I see the US cavalry arrived just in time
Cortez and Columbus repackaged
into a 21st Century nightmare
armies in metallic flying machines
using talking devices, exchanging messages
in a foreign language through invisible airways
I see the cavalry arrived to help
themselves to the casinos they built
to hurl paper towels at the local mortician
to seize their opportunity to maximize
on the extinction of the natives
keeping them in drawn-out darkness
with no power to run hospitals
no shelter, with no water
I cross the land
from West to East, South to North
to see the revelers and the ruined for myself
to lend an ear to survivors and to the dead
see shuttered schools for miles along the route,
I run out of fingers
on which to count them all
part of the plan to ruin us
a small voice reminds me.
I walk along the turquoise shore
lined of amputated homes
crumbled fences
collapsed doorways into the sea
inside, bits and pieces of families remain
their vestiges now
across the Atlantic at the opposite end
back in Ponce, I sit in my mother’s rocking chair
watch my neighbor’s hummingbirds
who’ve arrived to visit her ruby coral bells
I think of my father’s strength
in his humility, he walked in silence
built a house to withstand
a cyclonic catastrophe.
I’ve seen for myself
the natives are
the majesty of this world
together they’ve cleared the paths
sawing, hewing through mammoth
barriers of deceit and loathing
retrieved their own water
traversing the inundation
of Washington’s elite
that vowed to drown them
they went about their lives
by the light of a candle
or an old wooden light pole
they stitched back together
with all the love on Earth
maneuvering through a world of cadavers
inside Maria’s eye
amid the tantrums of the privileged
a nation held its ground
now, raises its foundation
of ancestral eminence anew.
Journey from the Plague
Hellish sirens bend with distance
through a day’s grey mists
the sounds of birds emerge
claiming my mind’s eye
My childhood appears
my mother shields us from
freezing unbridled winds
using a butter knife
stuffing toilet paper into
our rattling cracked window frames
i follow her
mimic her at 7 or 8
i follow my mother from window frame
to porous window frame
Then
sirens
dissolve my memory again
Returned to my cloistered quarantine
do I hurl my self
into a shuttered city
emptied hollowed out
save for ambulances transporting the dead
birds and pigeons insects and mice
the trees and the flowers of spring?
The Wizard has Left the Planet
for Steve Cannon
Walking early morning New York City streets
inside my memories
I stumble down into the subway...
Hey Steve!
Hey Nancy! How you doin?
Haven’t seen you in a thousand years! Have you heard from Ishmael?!
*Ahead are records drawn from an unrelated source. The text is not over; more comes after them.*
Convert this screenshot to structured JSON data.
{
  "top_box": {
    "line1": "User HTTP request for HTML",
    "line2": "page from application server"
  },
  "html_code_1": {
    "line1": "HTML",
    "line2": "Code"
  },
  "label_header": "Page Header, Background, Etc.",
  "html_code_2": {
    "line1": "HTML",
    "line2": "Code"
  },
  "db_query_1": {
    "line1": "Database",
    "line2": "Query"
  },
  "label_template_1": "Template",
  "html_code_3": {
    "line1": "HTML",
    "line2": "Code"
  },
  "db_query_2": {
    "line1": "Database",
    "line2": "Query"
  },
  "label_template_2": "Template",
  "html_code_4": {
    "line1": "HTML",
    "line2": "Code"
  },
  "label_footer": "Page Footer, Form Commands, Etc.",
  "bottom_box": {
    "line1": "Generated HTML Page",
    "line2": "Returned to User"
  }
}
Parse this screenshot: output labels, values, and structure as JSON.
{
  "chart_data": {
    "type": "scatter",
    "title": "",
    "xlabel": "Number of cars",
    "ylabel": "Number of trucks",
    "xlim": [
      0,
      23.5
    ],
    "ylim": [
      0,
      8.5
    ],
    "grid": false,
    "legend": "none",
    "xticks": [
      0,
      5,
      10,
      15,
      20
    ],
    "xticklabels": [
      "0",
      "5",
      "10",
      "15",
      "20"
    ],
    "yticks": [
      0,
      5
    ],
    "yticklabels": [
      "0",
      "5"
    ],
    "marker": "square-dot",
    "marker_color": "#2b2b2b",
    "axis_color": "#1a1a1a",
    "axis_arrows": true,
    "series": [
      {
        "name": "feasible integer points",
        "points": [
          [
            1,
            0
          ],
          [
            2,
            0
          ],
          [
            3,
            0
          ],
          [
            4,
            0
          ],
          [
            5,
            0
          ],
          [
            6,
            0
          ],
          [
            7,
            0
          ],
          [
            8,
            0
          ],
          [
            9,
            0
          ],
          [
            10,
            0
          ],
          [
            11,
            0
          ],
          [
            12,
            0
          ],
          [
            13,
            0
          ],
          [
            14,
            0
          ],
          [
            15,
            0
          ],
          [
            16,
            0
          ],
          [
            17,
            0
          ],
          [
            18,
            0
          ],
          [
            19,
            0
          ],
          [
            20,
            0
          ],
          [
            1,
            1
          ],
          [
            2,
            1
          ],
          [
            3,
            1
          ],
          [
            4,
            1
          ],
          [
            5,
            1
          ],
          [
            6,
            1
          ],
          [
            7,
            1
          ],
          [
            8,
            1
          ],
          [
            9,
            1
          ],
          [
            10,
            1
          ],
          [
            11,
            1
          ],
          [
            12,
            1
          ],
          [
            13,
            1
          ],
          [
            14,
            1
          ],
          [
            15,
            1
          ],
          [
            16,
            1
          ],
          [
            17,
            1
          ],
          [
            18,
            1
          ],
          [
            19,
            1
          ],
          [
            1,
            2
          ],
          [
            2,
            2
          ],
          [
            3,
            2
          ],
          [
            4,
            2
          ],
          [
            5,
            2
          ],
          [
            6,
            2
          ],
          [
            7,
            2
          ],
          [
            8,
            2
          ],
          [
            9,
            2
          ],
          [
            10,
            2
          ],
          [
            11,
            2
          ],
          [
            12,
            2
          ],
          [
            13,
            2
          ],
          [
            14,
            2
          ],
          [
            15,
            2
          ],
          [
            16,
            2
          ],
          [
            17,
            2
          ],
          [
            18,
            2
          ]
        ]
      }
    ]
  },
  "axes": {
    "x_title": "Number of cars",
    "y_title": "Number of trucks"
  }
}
draws from his dangling cigarette
laughs and laughs
the poetic answer
the Wizard
his throne
a weathered sofa
young subjects congregate ‘round
they chatter in low smoky hums…
Fortune shows up at odd hours to stare at you square in the face.
I knew Steve here…
I’ll see Steve again in a thousand years.
Currently, Nancy Mercado’s critique of the Broadway musical West Side Story appears in Bigotry on Broadway (Baraka Books). She edited a special memorial section honoring the late founder of the Nuyorican Poets Cafe, Miguel Algarín; set for publication in KONCH Magazine this Spring 2022.
During the height of the COVID pandemic shortly after Algarín’s death, Mercado established and chaired the Miguelabration Committee; an organizing vehicle created to pay tribute to the late founder of the Nuyorican. Under her direction, the Miguelabration Committee held a groundbreaking six hour social media event via Zoom featuring poets and artists from around the world.
In 2018, Mercado was named one of 200 living individuals who best embody the work and spirit of Frederick Douglass by the Frederick Douglass Family Initiatives and the Antiracist Research and Policy Center at American University. She received the American Book Award for Lifetime Achievement presented by the Before Columbus Foundation in 2017.
Editor of the first Nuyorican Women Writers Anthology published in Voices e/Magazine of El Centro, Hunter College- CUNY, Mercado was featured on National Public Radio’s All of it, The Talk of the Nation, and the PBS NewsHour Special; America Remembers 9/11. She has authored, It Concerns the Madness, Las Tres Hermanas, and is the editor of if the world were mine.